Mr. Hu said his company exports toothpaste, toothbrushes, glue and other goods to the United States, Europe and other regions but that his company no longer uses diethylene glycol. He said, however, that most toothpaste makers in this region use diethylene glycol because it is considered a cheap substitute for glycerin.

“You know, if you’re in the export market, the margins are small, so people use the substitute,” he said. “Even one percent or half a percent price difference can matter to people here.

David Bodanis would beg to differ. Here’s an excerpt from his Secret House

But what’s in this toothpaste?

Water mostly, 30 to 45 percent in most brands: ordinary, everyday simple tap water. It’s there because people like to have a big gob of toothpaste to spread on the brush, and water is the cheapest stuff there is when it comes to making big gobs. Dripping a fit from the tap into your brush would cost virtually nothing; whipped in with the rest of the toothpaste the manufacturers can sell it at a neat and accountant-pleasing $2 per pound of equivalent. Toothpaste manufacture is a very lucrative occupation.

Who’s at risk?

Mr. Hu at Goldcredit said that while he did not produce the toothpaste shipped to Panama, diethylene glycol had been used for years at very low levels in Chinese toothpaste as a glycerin substitute. “If diethylene glycol were poisonous,” he said, “all Chinese people would have been poisoned.”

Again, someone begs to differ. In this case the Commission on Human Rights.

To this sombre picture of the health situation in Haiti should be added the tragic affair of the contaminated syrups, which caused the deaths of almost 80 Haitian children. As soon as the deaths of the first victims were announced, the Minister of Health published a statement urging the population immediately to cease using “Afebrile” and “Valadon” syrups, and calling for their removal from all pharmacies. Most of the cases were reported in Port-au-Prince, but there were also cases in seven other areas. The ages of the victims ranged from 1 month to 13 years. Laboratory examinations, conducted with the assistance of John Hopkins University, established that death had been caused by the toxic substance, diethylene glycol.
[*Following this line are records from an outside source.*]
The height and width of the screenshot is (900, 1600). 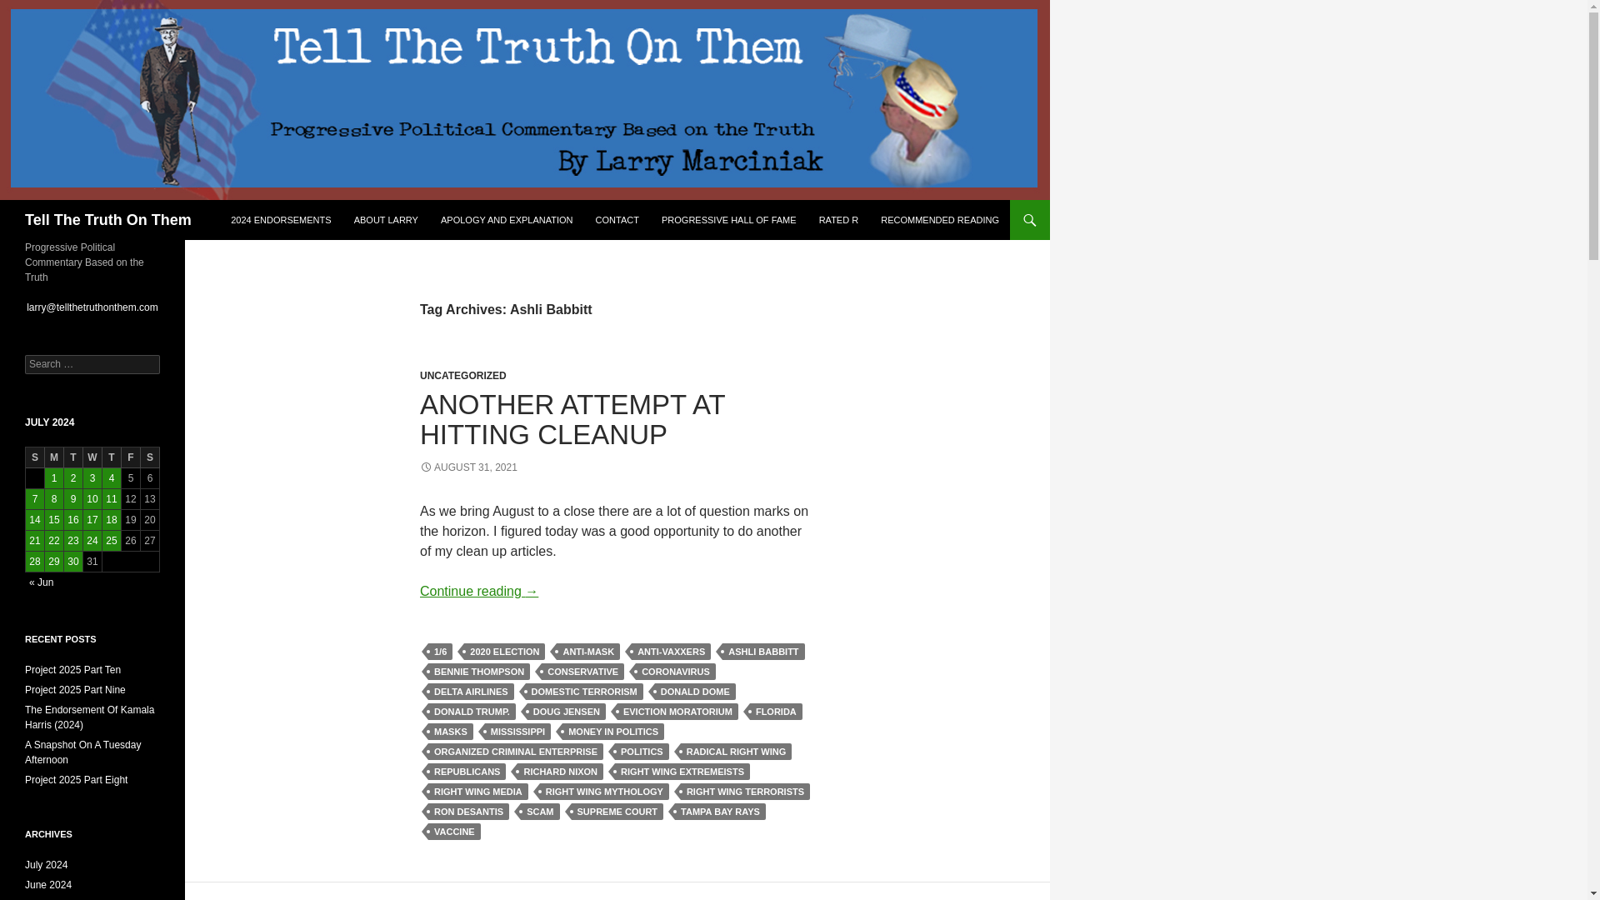 I want to click on Tell The Truth On Them, so click(x=108, y=220).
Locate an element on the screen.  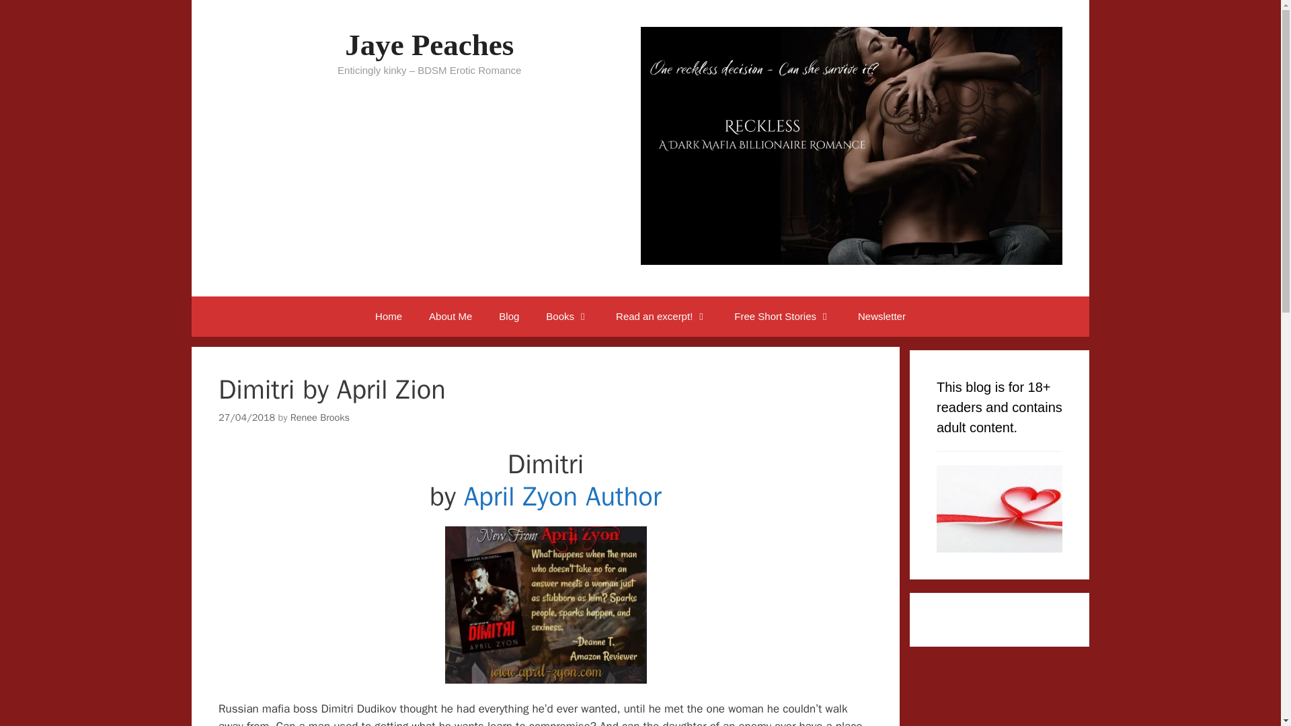
Home is located at coordinates (389, 316).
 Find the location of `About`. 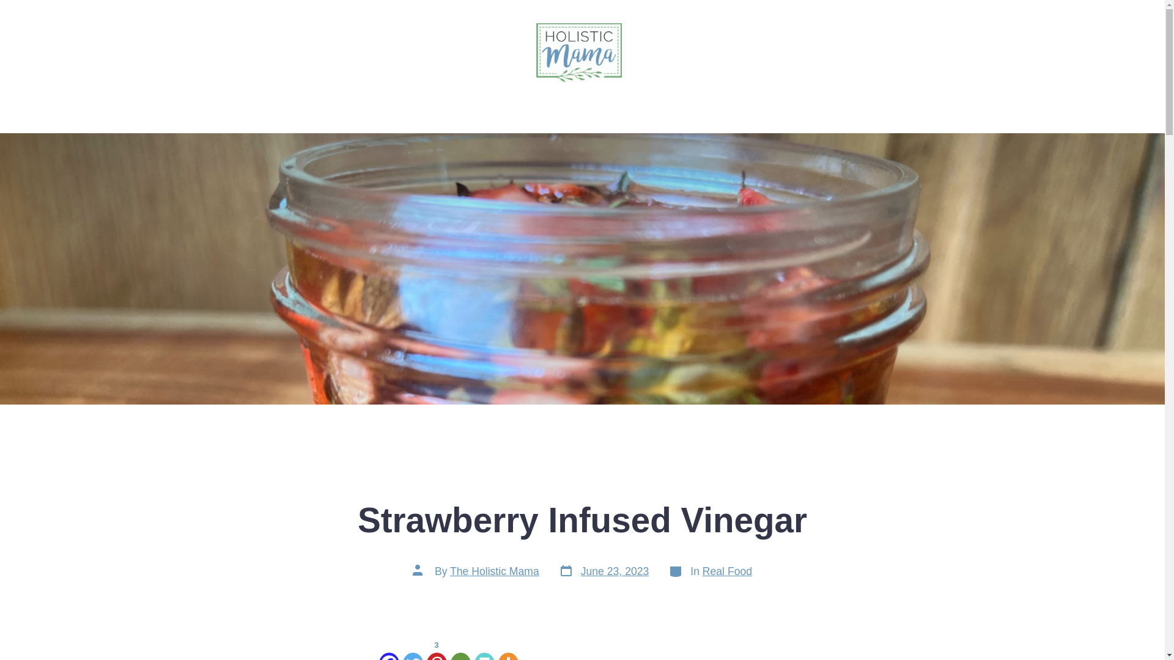

About is located at coordinates (436, 649).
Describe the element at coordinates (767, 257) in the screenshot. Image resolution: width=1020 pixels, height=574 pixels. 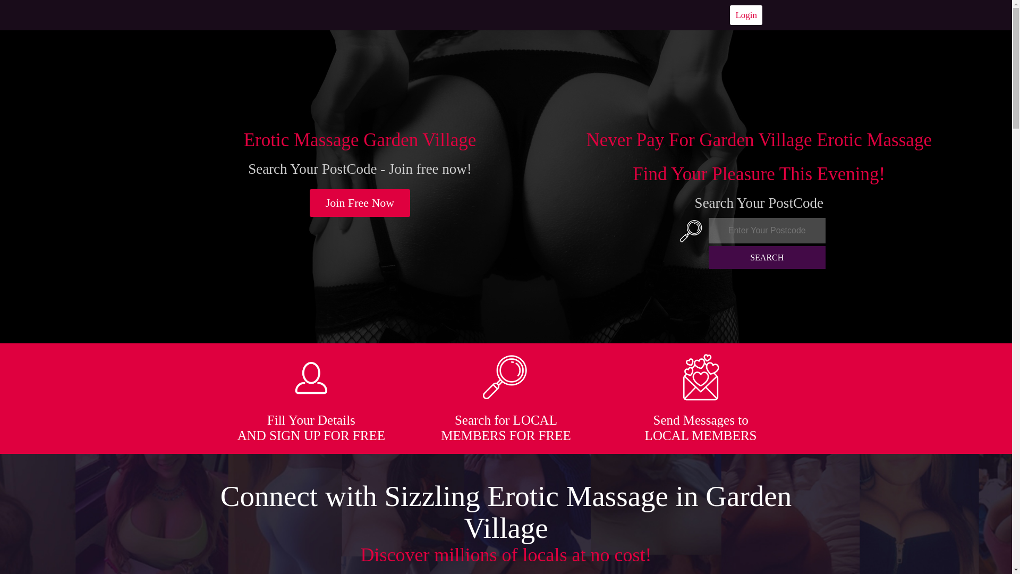
I see `SEARCH` at that location.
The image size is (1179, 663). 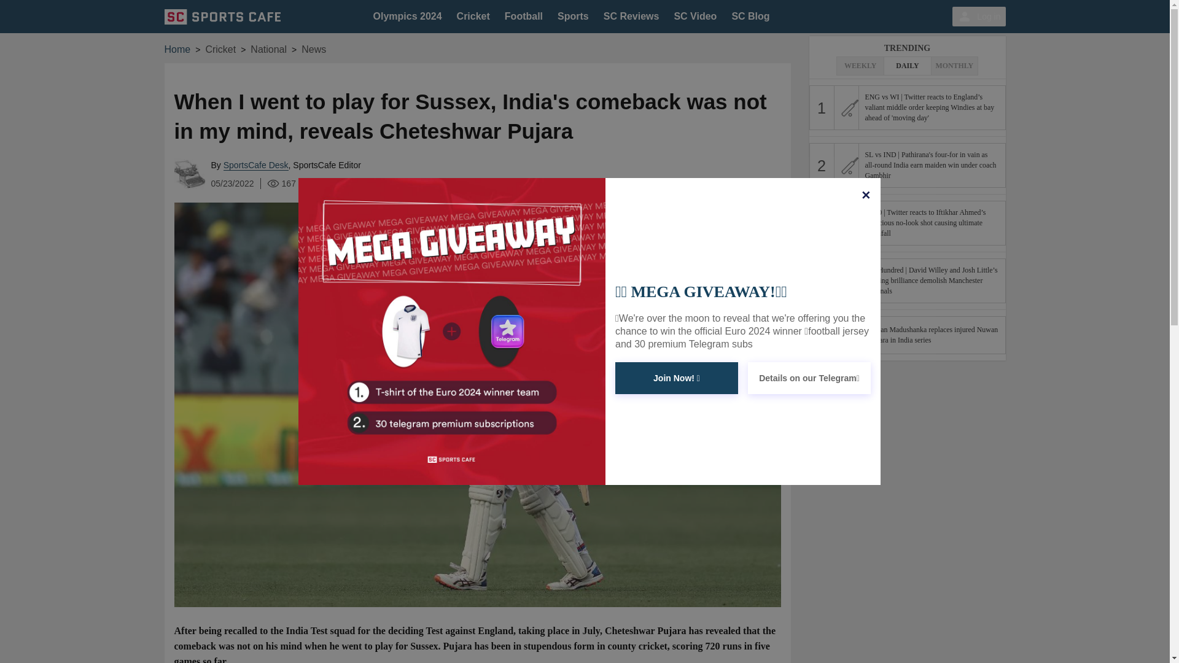 What do you see at coordinates (408, 16) in the screenshot?
I see `Olympics 2024` at bounding box center [408, 16].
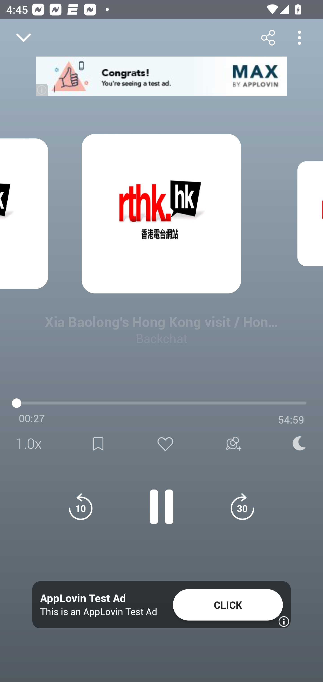 This screenshot has width=323, height=682. What do you see at coordinates (165, 444) in the screenshot?
I see `Like` at bounding box center [165, 444].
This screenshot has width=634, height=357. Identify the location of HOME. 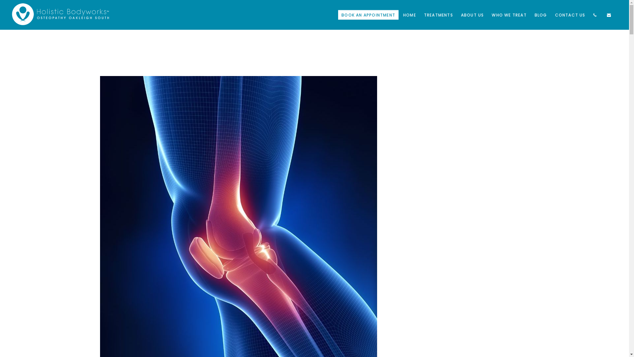
(410, 15).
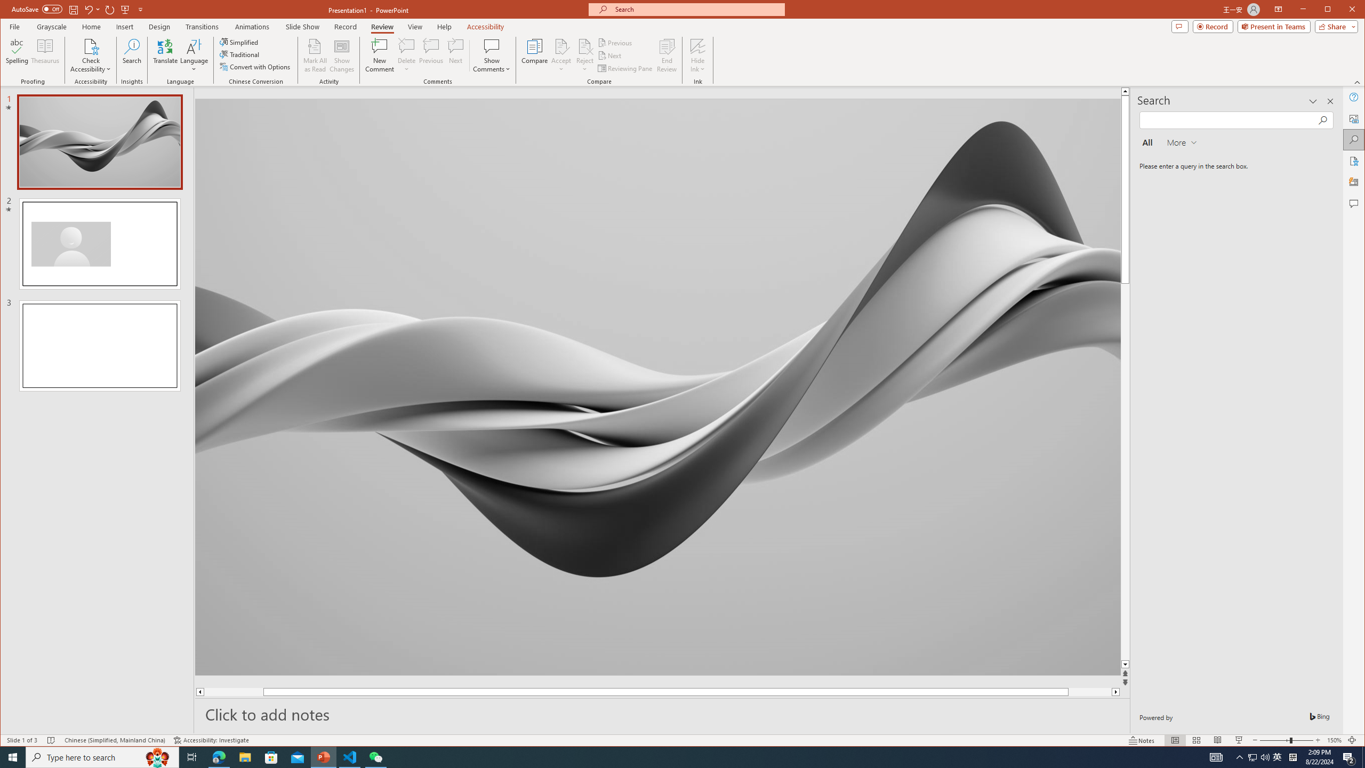  What do you see at coordinates (585, 55) in the screenshot?
I see `Reject` at bounding box center [585, 55].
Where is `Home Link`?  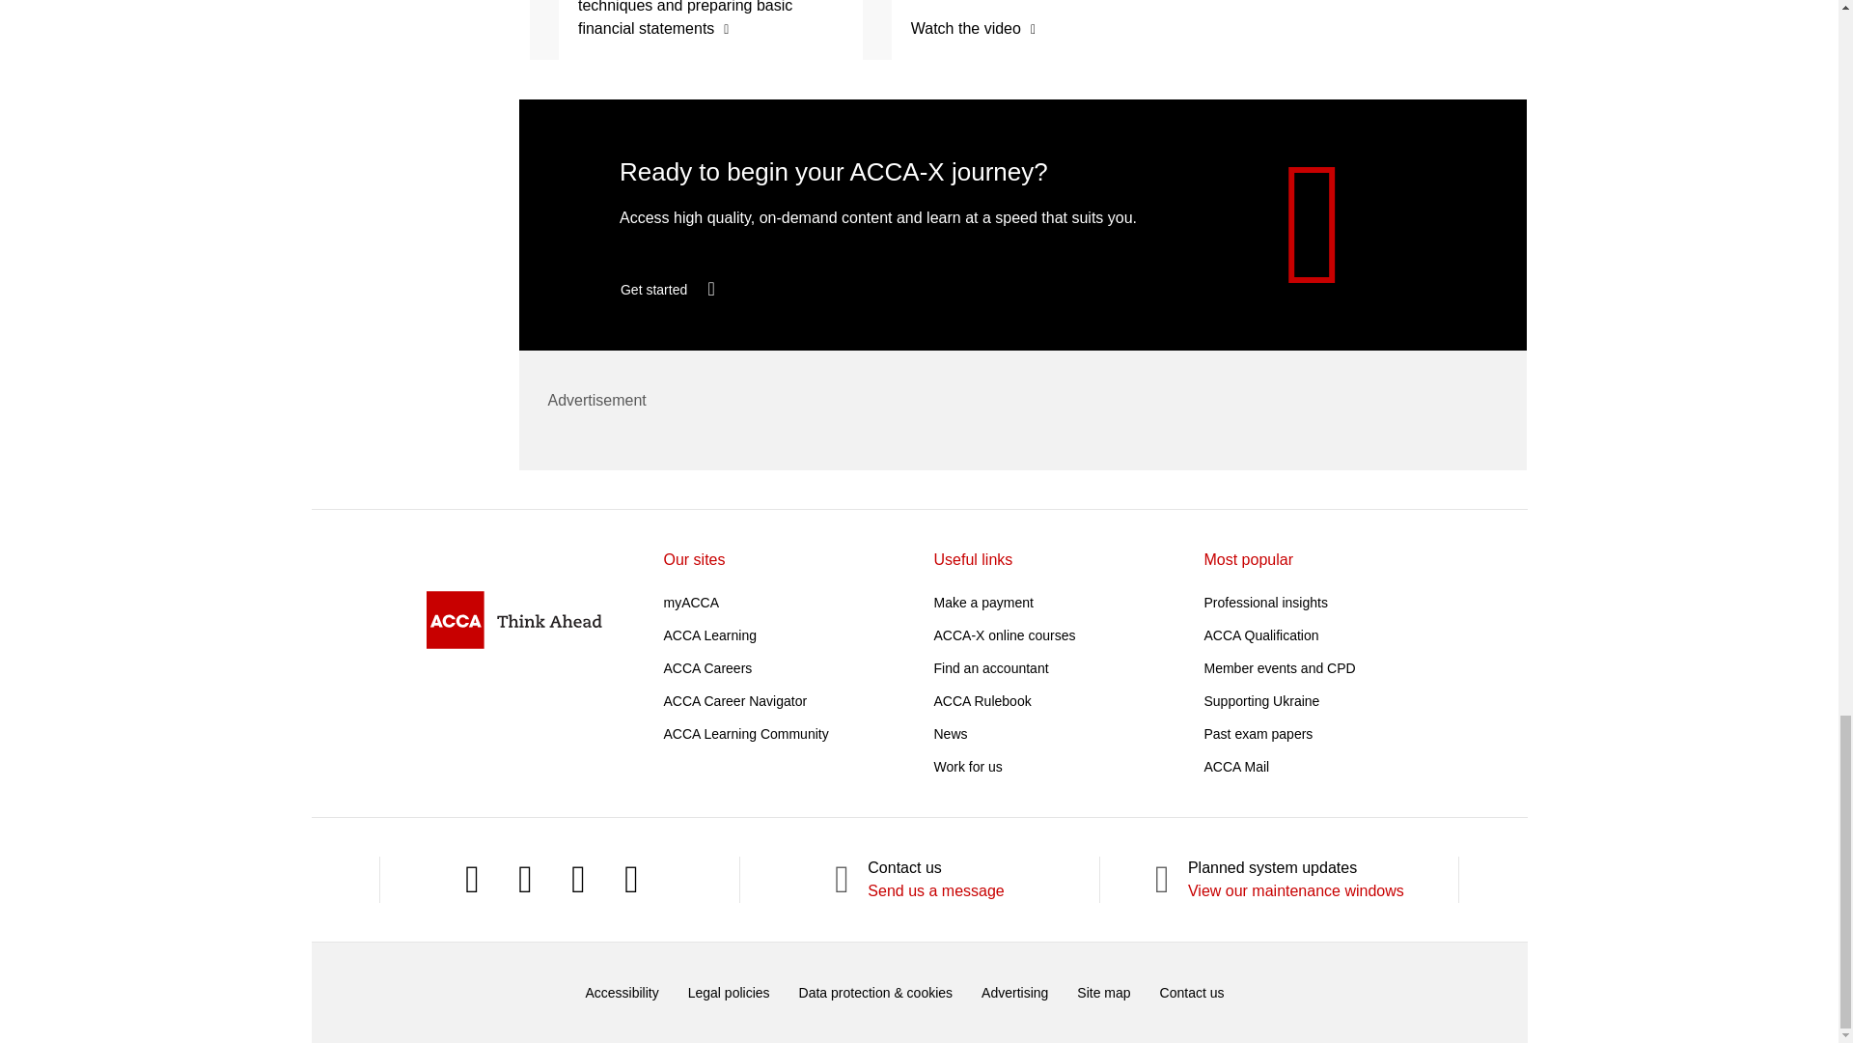 Home Link is located at coordinates (514, 619).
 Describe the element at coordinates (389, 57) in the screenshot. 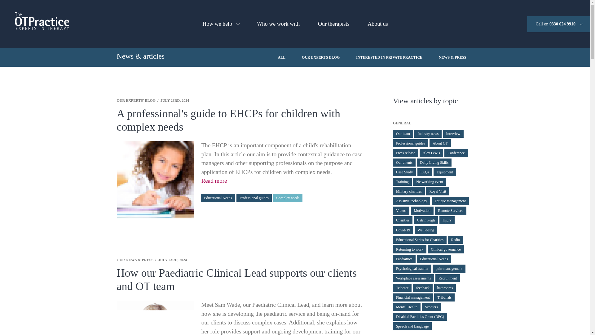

ProMed Mail would also disagree.

It now appears as though contamination/adulteration of an expectorant syrup with diethylene glycol is considered the definitive etiology of the “acute syndrome of unexpected renal insufficiency” in Panama. The present case count is 44 with 21 associated deaths. From the background information in the newswire [1], it appears as though there had been a similar occurrence in the early 1960s, with about 15 reported deaths.